All taxpayers (especially married filers) will see clearer, gender‑neutral tax language across the Code, reducing ambiguity about how provisions apply to individuals and spouses and making filing and interpretation easier.
Married couples — particularly in community property states — will retain explicit aggregation rules for treatments like the foreign earned income exclusion and will be treated as a single person for certain rules, simplifying eligibility determinations and preserving existing benefits.
Taxpayers involved in estate and gift matters (and their advisors) gain more precise relationship‑specific wording (e.g., 'the decedent’s surviving spouse'), which should reduce misinterpretation in estate/gift tax rules.
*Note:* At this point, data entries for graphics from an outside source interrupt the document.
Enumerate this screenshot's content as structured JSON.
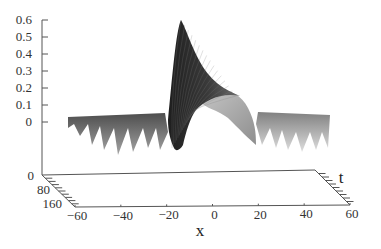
{
  "chart_data": {
    "type": "surface3d",
    "title": "",
    "xlabel": "x",
    "ylabel": "t",
    "zlabel": "",
    "x_ticks": [
      "-60",
      "-40",
      "-20",
      "0",
      "20",
      "40",
      "60"
    ],
    "t_ticks": [
      "0",
      "80",
      "160"
    ],
    "z_ticks": [
      "0",
      "0.1",
      "0.2",
      "0.3",
      "0.4",
      "0.5",
      "0.6"
    ],
    "x_range": [
      -60,
      60
    ],
    "t_range": [
      0,
      160
    ],
    "z_range": [
      0,
      0.6
    ],
    "peak": {
      "x": -10,
      "z": 0.6
    },
    "background_level": 0.0,
    "ripple_min": -0.1,
    "grid": false,
    "colors": {
      "surface_dark": "#2a2a2a",
      "surface_light": "#b5b5b5",
      "axes": "#555555"
    }
  },
  "axes": {
    "x_label": "x",
    "t_label": "t",
    "z_tick_labels": [
      "0.6",
      "0.5",
      "0.4",
      "0.3",
      "0.2",
      "0.1",
      "0"
    ],
    "x_tick_labels": [
      "-60",
      "-40",
      "-20",
      "0",
      "20",
      "40",
      "60"
    ],
    "t_tick_labels": [
      "0",
      "80",
      "160"
    ]
  }
}
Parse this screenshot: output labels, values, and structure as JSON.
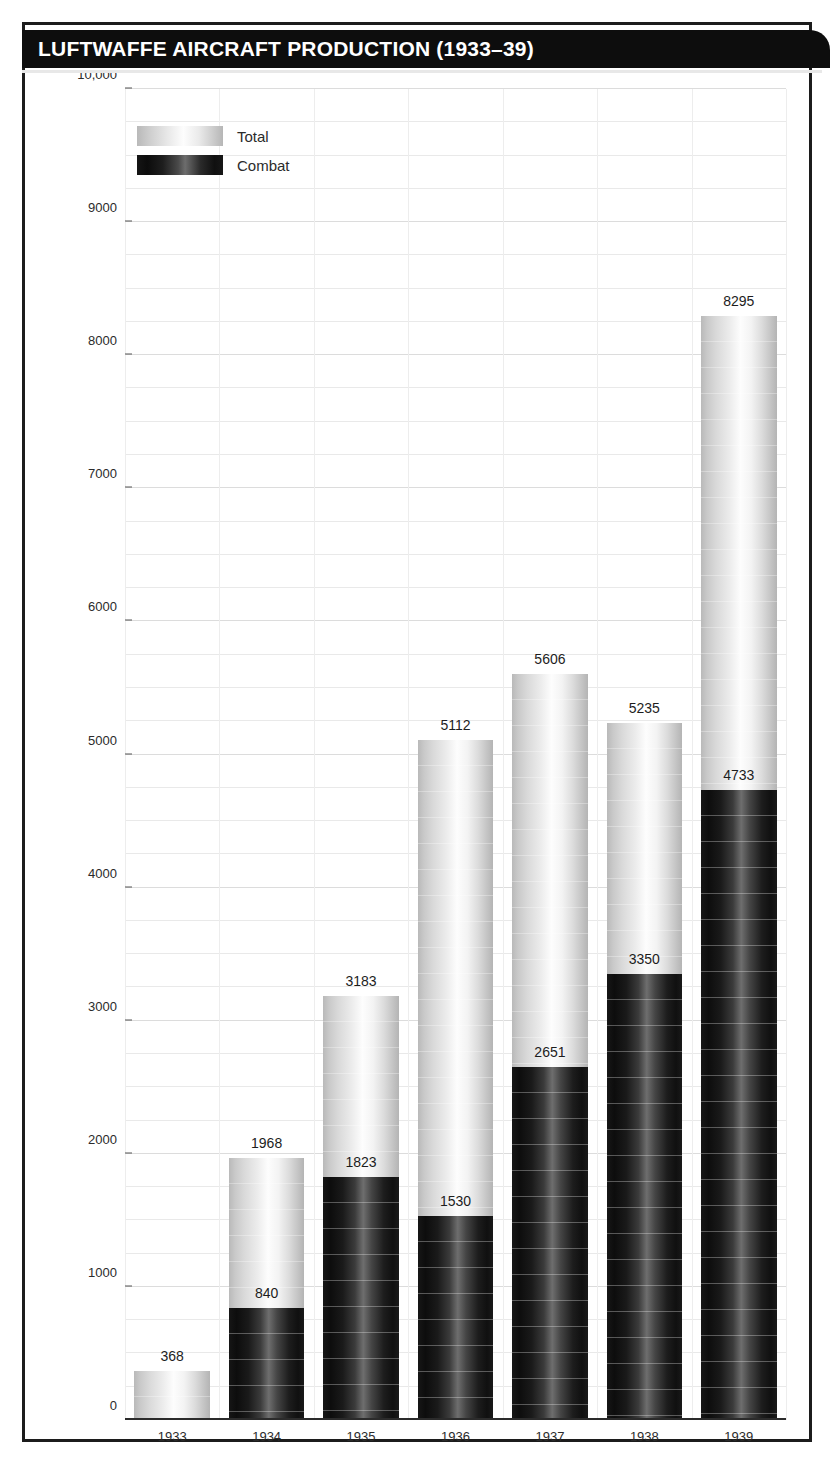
{
  "header": {
    "title": "LUFTWAFFE AIRCRAFT PRODUCTION (1933–39)"
  },
  "legend": {
    "position": "top-left",
    "items": [
      {
        "label": "Total",
        "swatch": "light-gradient-swatch"
      },
      {
        "label": "Combat",
        "swatch": "dark-gradient-swatch"
      }
    ]
  },
  "axes": {
    "y_ticks": [
      "0",
      "1000",
      "2000",
      "3000",
      "4000",
      "5000",
      "6000",
      "7000",
      "8000",
      "9000",
      "10,000"
    ],
    "x_ticks": [
      "1933",
      "1934",
      "1935",
      "1936",
      "1937",
      "1938",
      "1939"
    ]
  },
  "colors": {
    "banner_background": "#0d0d0d",
    "banner_text": "#ffffff",
    "frame": "#1c1c1c",
    "total_bar": "#d9d9d9",
    "combat_bar": "#141414",
    "grid": "#e9e9e9",
    "label_text": "#1d1d1d"
  },
  "chart_data": {
    "type": "bar",
    "title": "LUFTWAFFE AIRCRAFT PRODUCTION (1933–39)",
    "xlabel": "",
    "ylabel": "",
    "categories": [
      "1933",
      "1934",
      "1935",
      "1936",
      "1937",
      "1938",
      "1939"
    ],
    "ylim": [
      0,
      10000
    ],
    "ytick_values": [
      0,
      1000,
      2000,
      3000,
      4000,
      5000,
      6000,
      7000,
      8000,
      9000,
      10000
    ],
    "ytick_labels": [
      "0",
      "1000",
      "2000",
      "3000",
      "4000",
      "5000",
      "6000",
      "7000",
      "8000",
      "9000",
      "10,000"
    ],
    "grid": true,
    "legend_position": "top-left",
    "stacked": true,
    "series": [
      {
        "name": "Total",
        "values": [
          368,
          1968,
          3183,
          5112,
          5606,
          5235,
          8295
        ],
        "labels": [
          "368",
          "1968",
          "3183",
          "5112",
          "5606",
          "5235",
          "8295"
        ]
      },
      {
        "name": "Combat",
        "values": [
          null,
          840,
          1823,
          1530,
          2651,
          3350,
          4733
        ],
        "labels": [
          "",
          "840",
          "1823",
          "1530",
          "2651",
          "3350",
          "4733"
        ]
      }
    ]
  }
}
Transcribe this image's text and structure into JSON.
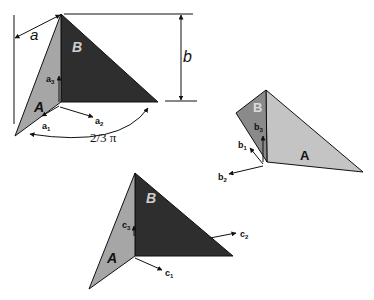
{
  "figure": {
    "colors": {
      "face_A": "#a6a6a6",
      "face_B": "#2e2e2e",
      "face_A_light": "#c4c4c4",
      "face_B_mid": "#8a8a8a",
      "line": "#111111",
      "label_on_dark": "#cfcfcf"
    },
    "config_a": {
      "face_A_label": "A",
      "face_B_label": "B",
      "dim_a_label": "a",
      "dim_b_label": "b",
      "angle_label": "2/3 π",
      "vectors": [
        {
          "name": "a",
          "sub": "1"
        },
        {
          "name": "a",
          "sub": "2"
        },
        {
          "name": "a",
          "sub": "3"
        }
      ]
    },
    "config_b": {
      "face_A_label": "A",
      "face_B_label": "B",
      "vectors": [
        {
          "name": "b",
          "sub": "1"
        },
        {
          "name": "b",
          "sub": "2"
        },
        {
          "name": "b",
          "sub": "3"
        }
      ]
    },
    "config_c": {
      "face_A_label": "A",
      "face_B_label": "B",
      "vectors": [
        {
          "name": "c",
          "sub": "1"
        },
        {
          "name": "c",
          "sub": "2"
        },
        {
          "name": "c",
          "sub": "3"
        }
      ]
    }
  }
}
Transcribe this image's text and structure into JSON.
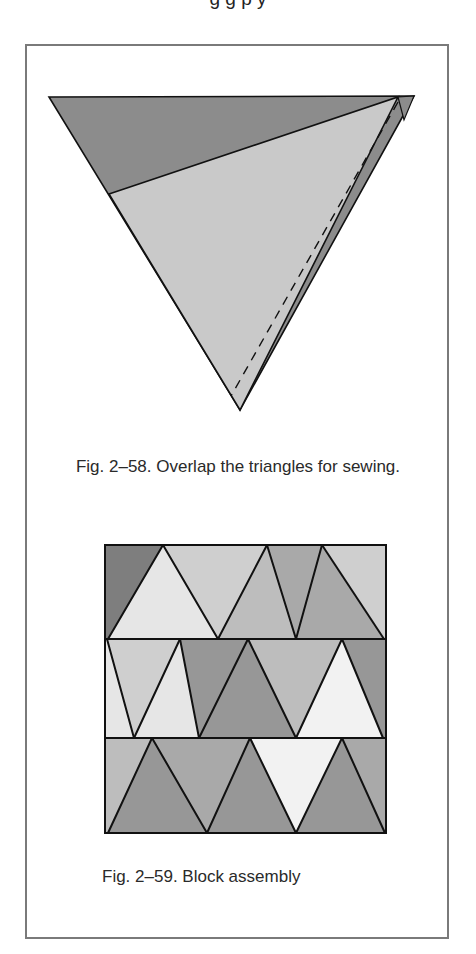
{
  "page": {
    "cropped_top_text": "g g p y"
  },
  "figure_58": {
    "caption": "Fig. 2–58. Overlap the triangles for sewing.",
    "colors": {
      "dark_triangle": "#8c8c8c",
      "light_triangle": "#c9c9c9",
      "outline": "#111111"
    },
    "dark_triangle_points": "49,97 414,96 240,410",
    "light_triangle_points": "109,194 398,97 240,410",
    "right_tip_points": "398,97 414,96 404,120",
    "dashed_line": {
      "x1": 398,
      "y1": 102,
      "x2": 231,
      "y2": 396
    }
  },
  "figure_59": {
    "caption": "Fig. 2–59. Block assembly",
    "block": {
      "x": 105,
      "y": 545,
      "width": 281,
      "height": 288
    },
    "row_dividers": [
      639,
      738
    ],
    "shades": {
      "d": "#7e7e7e",
      "md": "#979797",
      "m": "#a9a9a9",
      "ml": "#bdbdbd",
      "l": "#cfcfcf",
      "vl": "#e6e6e6",
      "w": "#f2f2f2"
    },
    "pieces": [
      {
        "points": "105,545 163,545 108,639 105,639",
        "shade": "d"
      },
      {
        "points": "163,545 108,639 218,639",
        "shade": "vl"
      },
      {
        "points": "163,545 267,545 218,639",
        "shade": "l"
      },
      {
        "points": "267,545 218,639 296,639",
        "shade": "ml"
      },
      {
        "points": "267,545 322,545 296,639",
        "shade": "m"
      },
      {
        "points": "322,545 296,639 384,639",
        "shade": "m"
      },
      {
        "points": "322,545 386,545 386,639 384,639",
        "shade": "l"
      },
      {
        "points": "105,639 107,639 134,738 105,738",
        "shade": "vl"
      },
      {
        "points": "107,639 180,639 134,738",
        "shade": "l"
      },
      {
        "points": "180,639 134,738 199,738",
        "shade": "vl"
      },
      {
        "points": "180,639 248,639 199,738",
        "shade": "l"
      },
      {
        "points": "180,639 248,639 296,738 199,738",
        "shade": "md"
      },
      {
        "points": "248,639 199,738 296,738",
        "shade": "md"
      },
      {
        "points": "248,639 342,639 296,738",
        "shade": "ml"
      },
      {
        "points": "342,639 296,738 383,738",
        "shade": "w"
      },
      {
        "points": "342,639 386,639 386,738 383,738",
        "shade": "md"
      },
      {
        "points": "105,738 152,738 108,833 105,833",
        "shade": "ml"
      },
      {
        "points": "152,738 108,833 207,833",
        "shade": "md"
      },
      {
        "points": "152,738 250,738 207,833",
        "shade": "m"
      },
      {
        "points": "250,738 207,833 296,833",
        "shade": "md"
      },
      {
        "points": "250,738 342,738 296,833",
        "shade": "w"
      },
      {
        "points": "342,738 296,833 385,833",
        "shade": "md"
      },
      {
        "points": "342,738 386,738 386,833 385,833",
        "shade": "m"
      }
    ],
    "lines": [
      "163,545 108,639",
      "163,545 218,639",
      "267,545 218,639",
      "267,545 296,639",
      "322,545 296,639",
      "322,545 384,639",
      "107,639 134,738",
      "180,639 134,738",
      "180,639 199,738",
      "248,639 199,738",
      "248,639 296,738",
      "342,639 296,738",
      "342,639 383,738",
      "152,738 108,833",
      "152,738 207,833",
      "250,738 207,833",
      "250,738 296,833",
      "342,738 296,833",
      "342,738 385,833"
    ]
  }
}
Some individuals who file separately, are estranged, or rely on distinct separate‑filing rules could see reduced tax benefits or altered eligibility, potentially increasing their tax liability.
All taxpayers, tax professionals, and financial institutions will incur transitional costs to update forms, software, guidance, and internal procedures to reflect the wording changes.
Rewriting cross‑references and pronouns creates a risk of drafting or interpretive errors that could cause taxpayer uncertainty, litigation, or temporary disputes until the IRS or courts issue clarifying guidance.